Should we apply a transactions tax to REPO?

A number of readers wrote me this morning and asked what I thought of Paul Krugman's column today.  Krugman writes:

As Gary Gorton and Andrew Metrick of Yale have shown, by 2007 the United States banking system had become crucially dependent on “repo” transactions, in which financial institutions sell assets to investors while promising to buy them back after a short period – often a single day. Losses in subprime and other assets triggered a banking crisis because they undermined this system – there was a “run on repo.”

And a financial transactions tax, by discouraging reliance on ultra-short-run financing, would have made such a run much less likely. So contrary to what the skeptics say, such a tax would have helped prevent the current crisis – and could help us avoid a future replay.

My view is different.  I do favor such a tax in the following sense: capital requirements on financial institutions should rise with our best estimate of risky behavior and of course these capital requirements serve as a tax.  From this follows a few points:

1. The net tax applied, whether through capital requirements or a demand for a revenue payment, can only be so high.  I would prefer to "convert" all of the applied tax into the form of capital requirements.  Krugman doesn't call his idea "a proposal for lower capital requirements," but relative to the better and more politically feasible reform of higher capital requirements, that's what it is.  At the margin we have to choose between various forms of tax.

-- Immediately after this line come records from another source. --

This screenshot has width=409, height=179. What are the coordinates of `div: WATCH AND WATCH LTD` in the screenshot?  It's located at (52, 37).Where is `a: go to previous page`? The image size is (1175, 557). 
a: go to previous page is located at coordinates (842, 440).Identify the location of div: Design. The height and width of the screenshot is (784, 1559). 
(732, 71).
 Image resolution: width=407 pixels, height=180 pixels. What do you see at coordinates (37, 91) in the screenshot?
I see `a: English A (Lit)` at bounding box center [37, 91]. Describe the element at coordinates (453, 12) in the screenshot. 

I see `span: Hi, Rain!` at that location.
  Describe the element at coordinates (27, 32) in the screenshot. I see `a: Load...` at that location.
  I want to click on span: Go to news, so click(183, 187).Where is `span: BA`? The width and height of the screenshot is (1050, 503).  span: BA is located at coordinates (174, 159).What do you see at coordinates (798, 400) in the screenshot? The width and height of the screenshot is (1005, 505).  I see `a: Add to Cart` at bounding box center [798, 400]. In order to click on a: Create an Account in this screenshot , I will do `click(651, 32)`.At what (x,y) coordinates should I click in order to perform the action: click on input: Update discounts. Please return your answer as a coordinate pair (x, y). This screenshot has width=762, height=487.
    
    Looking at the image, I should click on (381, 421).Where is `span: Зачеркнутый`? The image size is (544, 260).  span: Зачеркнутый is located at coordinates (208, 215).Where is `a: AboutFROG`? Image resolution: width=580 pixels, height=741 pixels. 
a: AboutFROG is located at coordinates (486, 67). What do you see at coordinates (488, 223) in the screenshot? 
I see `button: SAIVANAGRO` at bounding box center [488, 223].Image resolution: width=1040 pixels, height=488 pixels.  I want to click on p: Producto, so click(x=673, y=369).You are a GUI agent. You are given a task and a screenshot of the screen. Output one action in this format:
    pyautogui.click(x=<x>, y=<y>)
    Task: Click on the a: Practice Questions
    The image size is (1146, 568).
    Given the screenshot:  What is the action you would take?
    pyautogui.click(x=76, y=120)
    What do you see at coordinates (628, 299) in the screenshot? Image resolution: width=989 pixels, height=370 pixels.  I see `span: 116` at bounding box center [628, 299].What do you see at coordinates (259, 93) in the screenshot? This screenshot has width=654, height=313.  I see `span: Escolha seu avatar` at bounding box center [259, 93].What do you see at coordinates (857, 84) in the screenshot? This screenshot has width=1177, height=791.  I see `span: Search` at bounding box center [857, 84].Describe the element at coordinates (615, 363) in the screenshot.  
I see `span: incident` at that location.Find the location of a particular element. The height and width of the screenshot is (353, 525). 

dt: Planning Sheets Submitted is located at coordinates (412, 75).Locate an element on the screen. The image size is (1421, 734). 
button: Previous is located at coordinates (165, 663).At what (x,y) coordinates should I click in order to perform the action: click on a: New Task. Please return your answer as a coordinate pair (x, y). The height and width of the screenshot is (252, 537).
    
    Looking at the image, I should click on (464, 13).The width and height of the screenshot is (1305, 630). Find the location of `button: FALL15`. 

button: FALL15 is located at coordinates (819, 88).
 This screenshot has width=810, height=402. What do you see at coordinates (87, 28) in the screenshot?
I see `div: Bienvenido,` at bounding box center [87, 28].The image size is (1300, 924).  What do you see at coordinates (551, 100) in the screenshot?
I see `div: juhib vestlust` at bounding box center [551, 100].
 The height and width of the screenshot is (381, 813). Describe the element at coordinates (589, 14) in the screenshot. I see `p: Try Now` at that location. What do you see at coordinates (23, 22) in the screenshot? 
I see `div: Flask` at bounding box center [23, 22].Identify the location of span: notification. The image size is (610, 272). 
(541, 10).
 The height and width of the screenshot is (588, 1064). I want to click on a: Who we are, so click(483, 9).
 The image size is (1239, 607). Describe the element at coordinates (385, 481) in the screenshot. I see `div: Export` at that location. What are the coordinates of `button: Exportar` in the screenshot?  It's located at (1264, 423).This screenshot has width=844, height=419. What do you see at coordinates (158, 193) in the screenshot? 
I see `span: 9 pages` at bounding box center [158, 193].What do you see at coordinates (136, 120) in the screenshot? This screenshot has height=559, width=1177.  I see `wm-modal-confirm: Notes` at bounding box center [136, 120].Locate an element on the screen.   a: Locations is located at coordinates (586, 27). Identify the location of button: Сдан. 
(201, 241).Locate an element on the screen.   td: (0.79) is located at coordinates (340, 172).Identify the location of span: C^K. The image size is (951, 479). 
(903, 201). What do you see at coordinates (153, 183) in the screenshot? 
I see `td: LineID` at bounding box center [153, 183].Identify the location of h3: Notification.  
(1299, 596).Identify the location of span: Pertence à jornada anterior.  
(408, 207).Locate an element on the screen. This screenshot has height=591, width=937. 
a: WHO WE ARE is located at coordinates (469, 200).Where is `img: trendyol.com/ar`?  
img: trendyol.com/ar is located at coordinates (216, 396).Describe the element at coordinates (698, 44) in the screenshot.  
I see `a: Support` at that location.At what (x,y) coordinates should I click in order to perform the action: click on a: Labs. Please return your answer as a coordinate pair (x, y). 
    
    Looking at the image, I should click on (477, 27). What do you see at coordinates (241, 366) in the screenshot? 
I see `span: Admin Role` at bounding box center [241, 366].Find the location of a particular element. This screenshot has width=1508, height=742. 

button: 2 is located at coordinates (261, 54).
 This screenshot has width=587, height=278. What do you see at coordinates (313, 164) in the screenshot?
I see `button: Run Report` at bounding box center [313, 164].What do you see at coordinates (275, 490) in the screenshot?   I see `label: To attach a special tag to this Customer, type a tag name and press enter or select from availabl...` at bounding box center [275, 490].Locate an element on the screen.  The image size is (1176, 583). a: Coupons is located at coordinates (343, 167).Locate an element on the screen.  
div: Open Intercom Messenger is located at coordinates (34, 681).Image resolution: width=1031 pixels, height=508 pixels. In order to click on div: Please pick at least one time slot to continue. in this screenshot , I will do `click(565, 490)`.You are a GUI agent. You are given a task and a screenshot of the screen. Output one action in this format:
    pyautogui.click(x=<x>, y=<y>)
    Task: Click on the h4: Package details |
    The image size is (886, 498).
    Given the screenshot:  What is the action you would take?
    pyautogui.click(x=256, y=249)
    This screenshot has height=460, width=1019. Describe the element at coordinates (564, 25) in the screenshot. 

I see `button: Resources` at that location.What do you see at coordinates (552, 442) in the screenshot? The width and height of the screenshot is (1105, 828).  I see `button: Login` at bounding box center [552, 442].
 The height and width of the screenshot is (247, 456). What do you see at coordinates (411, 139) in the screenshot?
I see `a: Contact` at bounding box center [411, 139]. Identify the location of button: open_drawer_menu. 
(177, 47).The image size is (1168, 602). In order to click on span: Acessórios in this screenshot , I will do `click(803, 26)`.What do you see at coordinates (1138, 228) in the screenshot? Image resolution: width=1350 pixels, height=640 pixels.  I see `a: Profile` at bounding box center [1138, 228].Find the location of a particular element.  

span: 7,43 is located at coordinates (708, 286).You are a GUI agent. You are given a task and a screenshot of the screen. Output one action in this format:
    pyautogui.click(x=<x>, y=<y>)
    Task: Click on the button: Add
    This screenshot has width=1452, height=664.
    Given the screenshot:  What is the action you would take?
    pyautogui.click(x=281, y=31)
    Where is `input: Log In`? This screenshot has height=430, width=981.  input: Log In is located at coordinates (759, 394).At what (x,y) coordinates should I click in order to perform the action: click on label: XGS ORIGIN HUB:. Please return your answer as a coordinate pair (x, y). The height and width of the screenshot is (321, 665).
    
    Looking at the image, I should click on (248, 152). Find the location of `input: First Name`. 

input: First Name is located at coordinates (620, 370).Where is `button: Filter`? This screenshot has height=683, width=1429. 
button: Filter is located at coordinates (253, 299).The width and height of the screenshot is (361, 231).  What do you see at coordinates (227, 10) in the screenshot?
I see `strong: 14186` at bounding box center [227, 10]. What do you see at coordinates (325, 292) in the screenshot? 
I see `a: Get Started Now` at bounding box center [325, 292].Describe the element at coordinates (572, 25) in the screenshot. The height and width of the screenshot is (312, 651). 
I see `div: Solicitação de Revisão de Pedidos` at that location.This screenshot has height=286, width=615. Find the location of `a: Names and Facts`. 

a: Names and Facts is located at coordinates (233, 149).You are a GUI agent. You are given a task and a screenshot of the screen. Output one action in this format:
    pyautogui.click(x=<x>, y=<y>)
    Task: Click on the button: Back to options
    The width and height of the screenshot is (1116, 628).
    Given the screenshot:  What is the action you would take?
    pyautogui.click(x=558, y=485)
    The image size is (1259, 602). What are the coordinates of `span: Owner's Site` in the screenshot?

2. Is the quantity of short-term REPO, or other financial transactions, really the best measure of risky behavior?  I doubt it.  So we're taxing the wrong thing, relative to what we might do.

3. Taxing short-term credit means that firms will resort to long-term credit.  In most models longer-term credit increases moral hazard and excess risk, even if it does limit the short-term "runs" effect.  

A few broader points are relevant:

4. In many jurisdictions, REPOs are already taxed, as the "borrowed" security is counted for tax purposes as "owned" and the income from it is subject to tax.  Of course the tax could be higher, but is there evidence that the taxes to date have had beneficial effects on financial stability?

5. There are many substitutes for REPO — virtually any transaction can include an implicit short-term credit component — and I am skeptical of the ability of the regulators to catch them all and prevent destabilizing regulatory arbitrage.

6. There was a transactions tax on sale and transfers of stock before and during the Great Depression; it did not obviously help matters.

7. There will always be some untaxed network for speculators to trade in and a transactions tax would push them into such a network, probably in destabilizing fashion.  The fact that trading is relatively centralized now does not refute this effect.

Of these points, only #6 and #7 apply to the standard Tobin "currency tax."  No matter what you think of the Tobin tax, overall there is not sufficient logic or empirics to justify its extension to REPO and related short-term transactions.

Addendum: I am more in agreement with Krugman's post on Dubai.